Although the 1987 Swedish product En Garde! by Ragnarök Speldesign is also a role-playing game set in seventeenth-century France that emphasizes fencing, it has no connection to this game.
En Garde transitioned well to a play-by-mail game (PBM) format. Its first appearance in this form may have been in the late 1970s through the fanzine Chimera. By the early 1980s, the game had fully emerged in PBM with numerous games active. By 2001, the game was still running in PBM and PBeM formats.
In Issue 55 of the UK magazine Games & Puzzles (December 1976), Charles Vasey noted that GDW "have picked a really splendid period for the new duelling game." However, Vasey questioned the game system, saying, "Despite its complexity, the system does not play as well as one might think. Often duels end very swiftly." He concluded, "It is complex and convoluted, and it feels like real life. Players will soon find they have natural enemies and rivals who must be crushed directly or by a hired blade. One must seek to be in the best set, but beware bankruptcy or it's the frontier regiment and disgrace until you pay off your debts."
En Garde!
En Garde! is a hybrid role-playing and tactical dueling game published by Game Designers' Workshop (GDW) in 1975 that simulates the swashbuckling world of the Three Musketeers and Cyrano de Bergerac in 17th century Paris.
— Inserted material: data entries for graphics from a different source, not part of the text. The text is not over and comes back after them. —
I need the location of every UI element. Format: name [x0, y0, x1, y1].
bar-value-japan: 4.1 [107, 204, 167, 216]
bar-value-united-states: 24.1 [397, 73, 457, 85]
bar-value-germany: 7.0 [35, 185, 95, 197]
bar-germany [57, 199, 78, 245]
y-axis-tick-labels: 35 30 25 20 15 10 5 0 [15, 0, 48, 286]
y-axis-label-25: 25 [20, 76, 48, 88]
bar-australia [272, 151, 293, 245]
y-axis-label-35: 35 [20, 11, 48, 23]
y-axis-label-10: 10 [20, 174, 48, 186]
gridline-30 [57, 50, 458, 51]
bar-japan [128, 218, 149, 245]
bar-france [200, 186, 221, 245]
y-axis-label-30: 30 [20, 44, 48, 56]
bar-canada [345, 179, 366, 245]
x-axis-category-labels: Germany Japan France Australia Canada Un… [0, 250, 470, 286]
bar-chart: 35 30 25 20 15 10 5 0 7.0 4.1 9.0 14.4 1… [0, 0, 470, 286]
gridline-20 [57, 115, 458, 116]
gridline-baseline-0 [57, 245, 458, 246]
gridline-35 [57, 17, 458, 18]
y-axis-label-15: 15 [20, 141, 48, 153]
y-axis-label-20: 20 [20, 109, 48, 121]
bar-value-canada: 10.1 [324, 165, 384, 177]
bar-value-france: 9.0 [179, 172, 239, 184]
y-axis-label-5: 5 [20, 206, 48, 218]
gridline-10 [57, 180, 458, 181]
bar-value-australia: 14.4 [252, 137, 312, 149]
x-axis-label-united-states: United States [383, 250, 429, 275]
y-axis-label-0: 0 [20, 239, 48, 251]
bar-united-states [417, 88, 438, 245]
En Garde! was GDW's first entry into the role-playing game field, a game designed by Darryl Hany, Frank Chadwick and Paul Evans and published as a 48-page digest-sized book in 1975. Chadwick especially wanted this swashbuckling game to be a hybrid of role-playing game and strategy game. David M. Ewalt, in his book Of Dice and Men, pointed out that the game, published only a year after TSR's Dungeons & Dragons, was one of D&D's first early competing products.
A revised second edition was published in 1977, but the game failed to gain an audience. As David Ewalt noted, "Players responded to the Three Musketeers-style setting, but they didn't care for the rules."
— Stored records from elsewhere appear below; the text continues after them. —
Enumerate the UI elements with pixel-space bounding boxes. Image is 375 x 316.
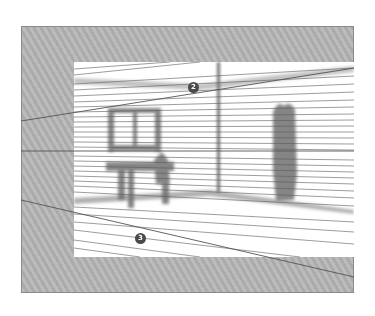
callout-badge-3: 3 xyxy=(135,233,146,244)
window xyxy=(108,108,161,152)
floor-vanishing-line xyxy=(21,200,354,277)
floor-edge xyxy=(74,190,354,214)
corner-post xyxy=(217,62,220,192)
main-guide-lines xyxy=(21,68,354,277)
ceiling-vanishing-line xyxy=(21,68,354,121)
perspective-drawing xyxy=(0,0,375,316)
perspective-lines xyxy=(74,62,354,257)
callout-badge-2: 2 xyxy=(188,82,199,93)
coat-shadow xyxy=(273,104,297,200)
Theo Clarke and Evans ran a game for over 20 players at the UK Gamesfair in 1983. Evans then wrote a BASIC computer program to administer a PBM game and they ran increasingly large games at successive games fairs. Evans started a PBM game using the same computer programs in 1986 in a new magazine called Small Furry Creatures Press, which he co-published with Clarke. Evans continues to run this game as Les Petites Bêtes Soyeuses. The success of the game also led to an annual convention which ran for over ten years.
Clarke and Evans found a demand for the rule book arising from their games and other postal games. Under the name SFC Press they intended to publish a new edition of the game under license from Chadwick. When SFC Press was liquidated in 2003 the rights to the game were acquired by Evans personally. Evans' company Margam Evans produced a new edition, the 4th, of the game.
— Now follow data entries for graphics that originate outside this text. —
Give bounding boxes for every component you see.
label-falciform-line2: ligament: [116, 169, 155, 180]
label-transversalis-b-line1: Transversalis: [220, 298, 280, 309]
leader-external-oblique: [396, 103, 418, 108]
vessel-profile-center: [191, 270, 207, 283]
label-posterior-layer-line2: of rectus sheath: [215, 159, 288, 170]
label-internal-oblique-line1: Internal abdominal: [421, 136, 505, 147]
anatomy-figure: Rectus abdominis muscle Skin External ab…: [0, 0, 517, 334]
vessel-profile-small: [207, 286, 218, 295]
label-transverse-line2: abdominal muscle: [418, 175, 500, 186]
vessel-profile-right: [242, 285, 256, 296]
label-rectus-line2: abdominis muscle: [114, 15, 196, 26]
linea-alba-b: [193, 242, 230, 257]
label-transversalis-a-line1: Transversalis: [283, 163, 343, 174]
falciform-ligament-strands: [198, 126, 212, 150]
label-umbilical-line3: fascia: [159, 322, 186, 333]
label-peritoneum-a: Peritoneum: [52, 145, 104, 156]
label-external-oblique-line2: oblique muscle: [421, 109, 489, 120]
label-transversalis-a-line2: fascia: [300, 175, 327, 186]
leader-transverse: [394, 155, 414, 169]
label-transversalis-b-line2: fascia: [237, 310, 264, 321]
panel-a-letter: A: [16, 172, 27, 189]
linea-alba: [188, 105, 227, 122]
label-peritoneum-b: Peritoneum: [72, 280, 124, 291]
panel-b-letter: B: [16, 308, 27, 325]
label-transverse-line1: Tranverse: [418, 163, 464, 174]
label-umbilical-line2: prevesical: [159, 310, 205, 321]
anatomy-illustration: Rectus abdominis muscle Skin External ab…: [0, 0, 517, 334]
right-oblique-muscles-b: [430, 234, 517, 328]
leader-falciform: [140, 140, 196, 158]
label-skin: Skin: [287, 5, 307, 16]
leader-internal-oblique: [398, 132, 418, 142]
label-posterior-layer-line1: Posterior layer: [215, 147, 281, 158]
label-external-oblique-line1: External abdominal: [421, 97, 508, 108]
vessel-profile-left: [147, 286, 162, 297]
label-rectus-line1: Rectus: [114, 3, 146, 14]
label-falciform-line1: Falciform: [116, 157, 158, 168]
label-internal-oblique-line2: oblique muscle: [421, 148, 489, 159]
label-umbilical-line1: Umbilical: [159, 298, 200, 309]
Although the 1987 Swedish product En Garde! by Ragnarök Speldesign is also a role-playing game set in seventeenth-century France that emphasizes fencing, it has no connection to this game.
En Garde transitioned well to a play-by-mail game (PBM) format. Its first appearance in this form may have been in the late 1970s through the fanzine Chimera. By the early 1980s, the game had fully emerged in PBM with numerous games active. By 2001, the game was still running in PBM and PBeM formats.
In Issue 55 of the UK magazine Games & Puzzles (December 1976), Charles Vasey noted that GDW "have picked a really splendid period for the new duelling game." However, Vasey questioned the game system, saying, "Despite its complexity, the system does not play as well as one might think. Often duels end very swiftly." He concluded, "It is complex and convoluted, and it feels like real life. Players will soon find they have natural enemies and rivals who must be crushed directly or by a hired blade. One must seek to be in the best set, but beware bankruptcy or it's the frontier regiment and disgrace until you pay off your debts."